In an old case, Morgan v. Driggs, 15 La. 451 (1840), the Louisiana Supreme Court held:
“The plaintiff has certainly failed to establish such possession as, under the 49th article of the Code of Practice, would entitle him to a possessory action. The locus in quo is so uncertain that it is impossible to determine whether the defendant’s possession extends, or not, over any part of the tract of land claimed by plaintiff under his sheriff’s sale. * * * There is no proof of any location of the Enet tract, twenty arpents of which plaintiff claims to be in possession; and, on the contrary, it is shown that it has never been known, as one of the witnesses says, with any well-defined boundaries.”
Since we agree with the trial judge’s finding that neither party has shown the disputed tract lies within the portions claimed by them as owners the judgment dismissing the possessory action of both plaintiffs and defendant is correct. Under this finding the portion of the lower court’s judgment ordering plaintiffs to' institute a petitory action is erroneous.

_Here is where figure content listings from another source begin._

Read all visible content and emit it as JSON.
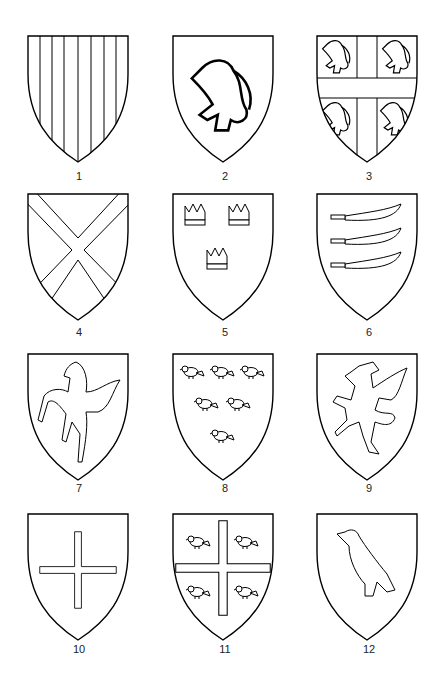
{
  "shields": [
    {
      "number": "1",
      "charge": "paly"
    },
    {
      "number": "2",
      "charge": "lion rampant"
    },
    {
      "number": "3",
      "charge": "cross between four lions"
    },
    {
      "number": "4",
      "charge": "saltire"
    },
    {
      "number": "5",
      "charge": "three crowns"
    },
    {
      "number": "6",
      "charge": "three seaxes"
    },
    {
      "number": "7",
      "charge": "horse rampant"
    },
    {
      "number": "8",
      "charge": "six martlets"
    },
    {
      "number": "9",
      "charge": "wyvern"
    },
    {
      "number": "10",
      "charge": "cross patonce"
    },
    {
      "number": "11",
      "charge": "cross patonce between four martlets"
    },
    {
      "number": "12",
      "charge": "raven"
    }
  ]
}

Accordingly, the judgment appealed from is recast and it is ordered that the demands of plaintiffs, Ida Wiggins Mclnnis Murphy, Myrtle Mclnnis Webb, Lois Mclnnis Hod-nett, Gladys Mclnnis Alston, Minnie Mc-lnnis Orgill, R. E. Mclnnis, Jr., Jerry Mc-lnnis and Judy Mclnnis be rejected.
It is further ordered that the demands of Dan Thomas Ayers, defendant and plaintiff-in-reconvention, be rejected.
It is further ordered all costs be paid one-half by plaintiffs and one-half by defendant.
Affirmed in part, reversed in part and recast.